The Spectator

Letters | 21 March 2009

Spectator readers respond to recent articles

issue 21 March 2009

Art for money’s sake

Sir: It is hardly surprising that Olivia Cole (‘How to put children off art’, 14 March) found so many schoolchildren in the National Gallery and that they seemed to be learning little about art from their visits. The Gallery, like other public bodies, has a funding agreement with its sponsor department, the Department of Culture, Media and Sport. The agreement for the current financial year is not on the Gallery’s website but for 2007/8 it was set a target for the number of children aged 15 and under visiting the Gallery in ‘organised educational sessions’, of 105,000, which it exceeded. There is no target for the benefit that the children gain from these visits.

In the agreement the Department states that ‘The National Gallery’s ability to show measurable improvements in service delivery, the achievement of Funding agreement targets and its contribution to the delivery of Government Policies will be factors in the Secretary of State’s decisions on future allocations.’ In other words, get the schoolkids in or we’ll cut your money.

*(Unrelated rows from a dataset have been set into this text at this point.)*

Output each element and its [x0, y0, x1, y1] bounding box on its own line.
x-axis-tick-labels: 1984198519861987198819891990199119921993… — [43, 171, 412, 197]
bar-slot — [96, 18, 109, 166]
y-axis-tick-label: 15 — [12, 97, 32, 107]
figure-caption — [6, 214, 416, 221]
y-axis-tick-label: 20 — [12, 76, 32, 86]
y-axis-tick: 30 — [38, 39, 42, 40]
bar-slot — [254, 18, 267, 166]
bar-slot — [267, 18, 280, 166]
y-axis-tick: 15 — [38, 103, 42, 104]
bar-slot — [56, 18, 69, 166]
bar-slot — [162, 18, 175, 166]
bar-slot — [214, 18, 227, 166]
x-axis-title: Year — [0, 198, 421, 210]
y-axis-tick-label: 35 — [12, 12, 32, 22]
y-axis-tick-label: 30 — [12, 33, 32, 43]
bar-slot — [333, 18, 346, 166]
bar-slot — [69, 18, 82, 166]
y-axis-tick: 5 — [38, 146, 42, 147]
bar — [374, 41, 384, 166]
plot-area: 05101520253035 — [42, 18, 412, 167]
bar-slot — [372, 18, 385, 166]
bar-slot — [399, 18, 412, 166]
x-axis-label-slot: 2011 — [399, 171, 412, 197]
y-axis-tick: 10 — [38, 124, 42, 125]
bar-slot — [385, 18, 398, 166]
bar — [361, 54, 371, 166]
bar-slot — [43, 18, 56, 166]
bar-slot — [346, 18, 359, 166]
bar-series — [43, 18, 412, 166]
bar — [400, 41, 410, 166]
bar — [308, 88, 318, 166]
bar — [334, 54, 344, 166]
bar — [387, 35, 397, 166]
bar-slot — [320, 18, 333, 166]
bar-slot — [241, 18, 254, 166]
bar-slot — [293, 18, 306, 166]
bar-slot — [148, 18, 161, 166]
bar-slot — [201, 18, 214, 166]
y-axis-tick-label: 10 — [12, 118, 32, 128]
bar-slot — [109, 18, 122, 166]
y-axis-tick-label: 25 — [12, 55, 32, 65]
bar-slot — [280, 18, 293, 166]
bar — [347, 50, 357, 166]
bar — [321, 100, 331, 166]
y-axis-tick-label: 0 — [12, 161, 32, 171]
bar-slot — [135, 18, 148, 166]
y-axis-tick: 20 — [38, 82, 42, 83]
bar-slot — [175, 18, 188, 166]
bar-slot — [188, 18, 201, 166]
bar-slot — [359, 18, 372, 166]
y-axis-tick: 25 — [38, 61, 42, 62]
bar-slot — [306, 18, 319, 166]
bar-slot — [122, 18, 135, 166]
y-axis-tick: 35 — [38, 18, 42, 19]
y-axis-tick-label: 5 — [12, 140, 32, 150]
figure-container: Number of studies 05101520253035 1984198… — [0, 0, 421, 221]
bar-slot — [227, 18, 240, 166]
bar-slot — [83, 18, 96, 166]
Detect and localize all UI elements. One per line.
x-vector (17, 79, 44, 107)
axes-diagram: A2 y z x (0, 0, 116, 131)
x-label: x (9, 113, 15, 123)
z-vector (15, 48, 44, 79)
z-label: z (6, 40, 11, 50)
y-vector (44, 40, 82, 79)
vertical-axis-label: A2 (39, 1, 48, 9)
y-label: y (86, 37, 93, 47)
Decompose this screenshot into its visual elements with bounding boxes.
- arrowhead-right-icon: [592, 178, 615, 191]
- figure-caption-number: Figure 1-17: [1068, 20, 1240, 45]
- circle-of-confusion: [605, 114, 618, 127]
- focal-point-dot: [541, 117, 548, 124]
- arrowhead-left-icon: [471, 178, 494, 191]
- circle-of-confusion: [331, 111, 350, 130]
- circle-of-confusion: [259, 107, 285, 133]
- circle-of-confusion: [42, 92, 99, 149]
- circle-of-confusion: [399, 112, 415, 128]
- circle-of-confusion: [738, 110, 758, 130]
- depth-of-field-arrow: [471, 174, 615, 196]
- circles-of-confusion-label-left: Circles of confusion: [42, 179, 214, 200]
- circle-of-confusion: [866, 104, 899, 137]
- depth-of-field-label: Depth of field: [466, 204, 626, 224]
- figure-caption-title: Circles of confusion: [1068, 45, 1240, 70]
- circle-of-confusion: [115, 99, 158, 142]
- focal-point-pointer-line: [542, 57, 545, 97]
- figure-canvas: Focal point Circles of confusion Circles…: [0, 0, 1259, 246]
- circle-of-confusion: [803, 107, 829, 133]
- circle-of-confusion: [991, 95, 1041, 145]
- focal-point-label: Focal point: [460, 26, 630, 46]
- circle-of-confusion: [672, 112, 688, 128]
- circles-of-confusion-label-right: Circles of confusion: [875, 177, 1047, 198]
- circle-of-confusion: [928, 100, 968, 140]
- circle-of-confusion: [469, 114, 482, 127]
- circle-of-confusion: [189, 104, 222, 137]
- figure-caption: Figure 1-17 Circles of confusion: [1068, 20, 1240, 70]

Readers will not be surprised to learn that these funding agreements which seek to manage our national museums and galleries as if they were Soviet factories were introduced at the insistence of Gordon Brown’s Treasury.

Charles Williams
London W8

Inside knowledge

Sir: I was impressed that Charles Moore is able to tell the time, to within 15 minutes, without recourse to a watch (The Spectator’s Notes, 28 February). When I was a jackeroo in Western Australia in the 1960s there was an aboriginal stockman who told me he could do this. If you asked him the time, he’d raise his hat above his head, glance at it, then look at its shadow on the ground. He could then tell you the time to the second. One day while he was asleep under a tree after lunch I had a look at his hat. Inside it was pinned a watch.

James Hughes-Onslow
London SE5

Israel’s terrorists

Sir: Jonathan Mirsky declares himself to be ‘no expert’ in writing about the early days of Israel’s struggle for independence (Books, 14 March). But in these days when everyone and his wife seems to be happily trading half-truths and whole smears about Israel, it is more important than ever to get our perspectives right. Yes, there was a terrorist strain among the Jews in Israel pre-independence. But that situation is not at all comparable to Hamas or its ilk today. The destruction of the King David Hotel (then the British military HQ) was preceded by several tele-phone warnings which were ignored. A simple evacuation would have avoided the dreadful loss of life. But the vital difference is that the Jewish terrorists were the minority and they were fought by the Jewish establishment, under Ben Gurion’s leadership, who turned the guns of the nascent Israeli army on the militants. Hence Jewish terrorism was nipped in the bud. The Gazan government is Hamas. Enough said?

James Inverne
Reading, Berkshire

Marriage à la mode

Sir: Oh dear, oh dear! How could it be that your correspondent Mary, who solves readers’ problems and is such a magnificent arbiter of good taste and manners, should have fallen into such a dreadful error as to go along with the misconception that there is an institution of ‘gay marriage’ (Your problems solved, 7 March). Surely she should have pointed out to her correspondent that there is no such thing as gay marriage.

There is an institution called ‘civil partnership’ but that is not marriage, which can be only between a man and a woman. 

Tebbit
House of Lords
London, SW1

A drowsy numbness

Sir: I have long been an admirer of the elegance and scholarship of Allan Massie’s column, and it was therefore with a sense of astonishment probably shared by many other readers that I found him misquoting John Keats’s ‘memorable words’ from the ‘Ode to a Nightingale’ (Life and Letters, 14 March). To those who have loved this poem since childhood, part of its wonder is the infinitely evocative choice of words; and that is perhaps why ‘now more than ever seems it rich to die’ makes Massie’s ‘sweet to die’ sound strangely flat and banal.

Alan Brooke Turner
Via email

Phillips and the facts

Sir: Melanie Phillips (‘Beware the new axis of evangelicals and Islamists’, 7 March) states that I was present at the meeting last July, at All Nations Christian College, Ware, Hertfordshire, organised by Global Connections and the group Christian Responses to Islam in Britain. I was not there. Facts are sacred in journalism. This is one of many inaccuracies in the article, which were mentioned in letters last week. Global Connections and Christian Responses to Islam in Britain are to be commended for their sensitive work.

Graham Kings
St Mary’s Church, Islington, London N1

Standing ovation

Sir: In her wonderful, hilarious and compulsive new column Standing Room, Sarah Standing seems to have penetrated the part of my brain that concerns itself with the endlessly infuriating minutiae of life. How did she know that the Congestion Charge admin team has reduced me to vales of frustrated tears?

Who told her of my middle-aged terror of being caught out not getting ‘teen-speak’? Was she sitting next to me in the cinema sensing my screaming irritation at the popcorn muncher behind me?

Whatever the source of her sixth sense, I am grateful to know that I am no longer Standing alone in dealing with the infinite variety of life’s challenges.